The company’s fleet has approximately 200 trucks and on-road vehicles, 100 pieces of heavy iron, and 250 to 300 towable items, such as generators, compressors, message boards and light towers.

“Often in construction there’s a relationship with equipment that’s sometimes more emotional than mental,” McNamara says. “And when people have work to perform, and they know they have work to perform, they want to have the tools for that close at hand when they need them. The struggle for the company is that that may not be the best thing, because it’s not getting the utilization that it needs.

“Where the GPS really helped us early on was to be able to say this piece of equipment is or is not getting used as much as you say you need it—or as much as it should be used. It’s helped with our buy-sell decisions,” McNamara says.

“Sure, we get meter readings; well those are monthly or weekly, or whatever they are, and with a meter reading you’re looking at a window of time where they may have absolutely needed the equipment for a week of that month, but the rest of the time they didn’t,” he says. “The GPS brings that information out, because it tells us when the piece of equipment is running and not running.”

McNamara reports that GPS also helped with utilization decisions and increased accuracy in charging projects the proper number of hours for equipment use. “We would get swings prior to GPS,” he says. “Sometimes we’d get too many hours from the jobs, sometimes we wouldn’t get enough. And it really helped flatten that out both ways to make things more fair and predictable.”

The last big initiative McNamara worked on for the company was the replacement of its truck fleet, beginning a three-year program.

“The company has always owned their pickup truck fleet outright; we’ve shifted that to a leased-vehicle scenario with an operating lease,” McNamara says. “The second piece of the program is a maintenance plan from the lease provider that has scheduled maintenance included for a fee. The eventual goal is that the trucks will manage themselves, but we haven’t reached a critical mass with them yet where you can really say we’ve done something that’s eliminated a bunch of other costs or the need for other resources. We’ve only just finished the first year and 40 to 50 trucks. So far, the overall reception has been positive, the administration of the leased trucks is very easy, it takes it off of our plate, and we’re able to do other things,” McNamara says.

“There’s roadside assistance included, a 1-800 number for the driver to call.

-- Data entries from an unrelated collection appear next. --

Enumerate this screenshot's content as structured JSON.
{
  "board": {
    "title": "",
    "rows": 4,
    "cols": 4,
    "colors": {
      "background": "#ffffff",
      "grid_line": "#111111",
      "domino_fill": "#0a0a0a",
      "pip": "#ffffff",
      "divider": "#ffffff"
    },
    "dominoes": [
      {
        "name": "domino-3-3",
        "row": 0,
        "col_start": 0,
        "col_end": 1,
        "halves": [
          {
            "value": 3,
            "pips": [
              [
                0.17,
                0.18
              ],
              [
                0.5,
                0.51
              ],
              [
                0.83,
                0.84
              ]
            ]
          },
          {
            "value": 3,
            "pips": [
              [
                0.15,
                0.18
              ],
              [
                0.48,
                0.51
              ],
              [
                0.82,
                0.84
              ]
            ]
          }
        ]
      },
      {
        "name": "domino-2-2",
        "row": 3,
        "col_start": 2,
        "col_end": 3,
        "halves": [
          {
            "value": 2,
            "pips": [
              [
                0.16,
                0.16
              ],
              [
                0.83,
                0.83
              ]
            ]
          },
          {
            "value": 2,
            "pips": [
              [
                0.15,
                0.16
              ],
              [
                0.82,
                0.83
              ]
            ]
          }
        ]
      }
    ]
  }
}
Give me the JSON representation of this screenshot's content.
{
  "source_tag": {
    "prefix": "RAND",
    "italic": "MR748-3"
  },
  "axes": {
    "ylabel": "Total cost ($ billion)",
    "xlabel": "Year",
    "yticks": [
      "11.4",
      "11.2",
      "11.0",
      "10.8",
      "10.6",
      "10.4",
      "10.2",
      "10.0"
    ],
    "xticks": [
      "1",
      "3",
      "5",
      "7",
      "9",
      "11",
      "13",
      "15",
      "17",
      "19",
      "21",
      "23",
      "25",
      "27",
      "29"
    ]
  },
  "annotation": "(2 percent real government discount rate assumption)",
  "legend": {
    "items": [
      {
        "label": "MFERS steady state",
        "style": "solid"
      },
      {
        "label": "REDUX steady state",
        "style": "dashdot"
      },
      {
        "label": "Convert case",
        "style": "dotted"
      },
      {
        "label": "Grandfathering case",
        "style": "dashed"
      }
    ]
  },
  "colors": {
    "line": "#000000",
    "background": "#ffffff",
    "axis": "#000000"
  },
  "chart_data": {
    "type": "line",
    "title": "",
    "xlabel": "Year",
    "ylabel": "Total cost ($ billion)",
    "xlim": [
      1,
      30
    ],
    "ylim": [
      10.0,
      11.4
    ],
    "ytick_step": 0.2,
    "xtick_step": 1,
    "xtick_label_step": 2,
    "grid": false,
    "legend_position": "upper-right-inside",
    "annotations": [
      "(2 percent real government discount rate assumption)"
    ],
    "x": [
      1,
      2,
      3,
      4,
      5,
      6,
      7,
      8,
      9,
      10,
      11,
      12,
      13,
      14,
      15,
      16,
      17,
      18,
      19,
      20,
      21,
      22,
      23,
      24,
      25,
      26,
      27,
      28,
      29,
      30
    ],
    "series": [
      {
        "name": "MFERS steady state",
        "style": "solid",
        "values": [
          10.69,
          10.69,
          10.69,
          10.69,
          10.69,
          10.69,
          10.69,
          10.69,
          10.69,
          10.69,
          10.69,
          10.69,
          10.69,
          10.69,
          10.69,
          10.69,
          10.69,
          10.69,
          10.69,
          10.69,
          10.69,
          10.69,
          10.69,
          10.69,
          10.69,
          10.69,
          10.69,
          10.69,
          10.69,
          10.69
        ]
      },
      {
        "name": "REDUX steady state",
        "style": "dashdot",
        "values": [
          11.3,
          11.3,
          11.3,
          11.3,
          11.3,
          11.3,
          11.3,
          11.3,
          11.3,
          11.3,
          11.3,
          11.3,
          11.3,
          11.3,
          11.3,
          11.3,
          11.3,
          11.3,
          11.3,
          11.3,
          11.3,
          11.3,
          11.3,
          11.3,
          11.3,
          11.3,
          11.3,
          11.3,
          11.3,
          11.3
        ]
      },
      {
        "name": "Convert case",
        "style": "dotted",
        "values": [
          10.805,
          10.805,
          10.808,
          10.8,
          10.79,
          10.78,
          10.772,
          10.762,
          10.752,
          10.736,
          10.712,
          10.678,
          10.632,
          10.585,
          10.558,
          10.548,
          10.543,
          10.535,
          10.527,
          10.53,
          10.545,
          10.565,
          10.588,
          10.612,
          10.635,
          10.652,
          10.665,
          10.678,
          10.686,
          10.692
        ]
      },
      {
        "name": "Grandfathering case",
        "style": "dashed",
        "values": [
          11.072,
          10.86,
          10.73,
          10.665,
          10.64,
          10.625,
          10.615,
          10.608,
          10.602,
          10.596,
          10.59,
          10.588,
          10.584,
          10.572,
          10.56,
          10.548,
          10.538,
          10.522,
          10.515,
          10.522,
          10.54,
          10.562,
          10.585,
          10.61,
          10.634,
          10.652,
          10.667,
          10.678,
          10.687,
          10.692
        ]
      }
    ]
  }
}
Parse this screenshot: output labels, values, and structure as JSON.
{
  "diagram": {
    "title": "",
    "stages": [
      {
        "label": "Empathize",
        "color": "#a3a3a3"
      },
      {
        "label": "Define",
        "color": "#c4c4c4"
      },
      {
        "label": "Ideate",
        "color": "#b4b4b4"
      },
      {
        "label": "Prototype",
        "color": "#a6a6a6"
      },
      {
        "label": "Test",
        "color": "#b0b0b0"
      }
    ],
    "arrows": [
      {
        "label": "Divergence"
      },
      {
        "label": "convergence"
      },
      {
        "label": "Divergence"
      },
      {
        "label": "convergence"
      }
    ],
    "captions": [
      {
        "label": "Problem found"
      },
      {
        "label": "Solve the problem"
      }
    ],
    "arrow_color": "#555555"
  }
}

Trucks don’t break down between 7 and 4, they break down when the guy’s on the way home. We’re on the way home, too, so now we’re scrambling to find a tow truck. It’s completely taken that aspect off of our plates,” he says. “Leasing itself right now is a break-even proposition because of the way the lease is structured. I think as the vehicles cycle, if you came back and asked that question in six or eight years, it will have saved a lot.”

With every major move McNamara made at C.C. Myers, he sought out not only executive-suite buy-in, but also input from the departments and the people affected. That’s one thing he wants to point out to first-time equipment managers.

“You need the advice of the experienced people, even when you are creating new ways to do things,” he says. “I had a couple of people who were involved with me early on who were with the company for between 20 and 35 years. Not tech-savvy, not accountants, not [Construction Equipment contributing editor Mike] Vorster line-and-graph people. They had a lot of gut instinct, a lot of experience, a lot of ‘I’ve seen that before,’ that I didn’t have. It’s almost like a reality check: You’re doing all these things to run the business part of it, sitting in an office, when they’ve spent 30 years running the operational part of it, next to the piece of equipment you’re analyzing. They probably know something that you don’t. You know something that they don’t. All of this information is useful and necessary to make the right decision.”

McNamara’s approach to change is just as wise. “My goal is change and making things better. I come into work thinking ‘What can I improve today?’ Maybe not for me or my group, but what can I make better or easier for the company as a whole?”